What this task involves — After locating the line that contains "pixels, height=644 pixels.", quote it and all lines after it through the end of the entries, and nothing more. Pictures stay out.

[Collected data entries]
^^^^^^^^
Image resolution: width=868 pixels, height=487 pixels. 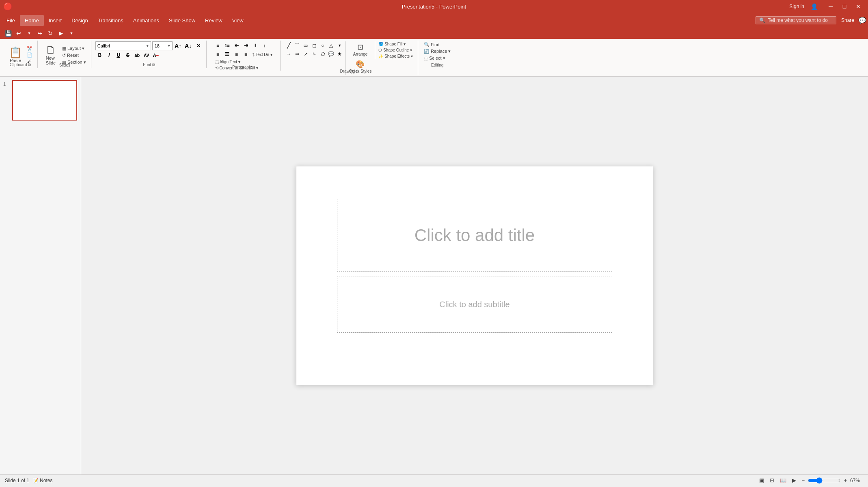 I want to click on subtitle-placeholder: Click to add subtitle, so click(x=475, y=304).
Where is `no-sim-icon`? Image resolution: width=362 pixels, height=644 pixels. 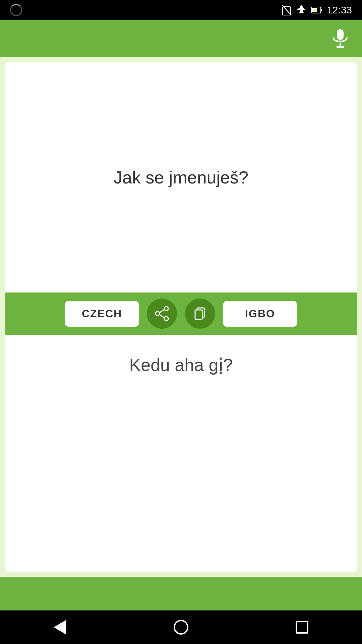
no-sim-icon is located at coordinates (287, 10).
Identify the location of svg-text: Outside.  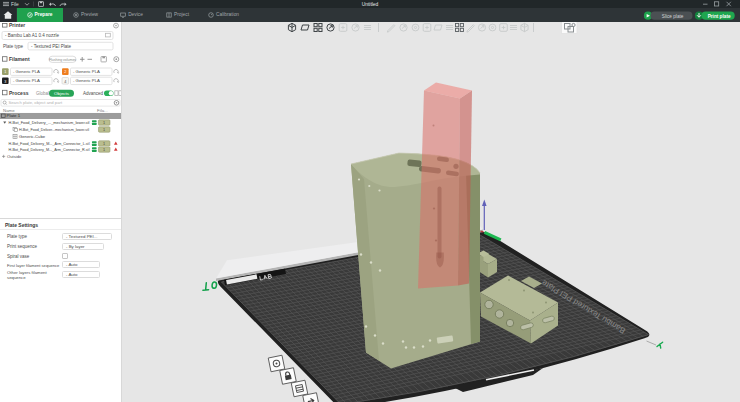
(14, 156).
^^^^^^^^
Solution below —
Where is `no-sim-icon`? Image resolution: width=362 pixels, height=644 pixels. 
no-sim-icon is located at coordinates (287, 10).
Identify the location of svg-text: Outside.  
(14, 156).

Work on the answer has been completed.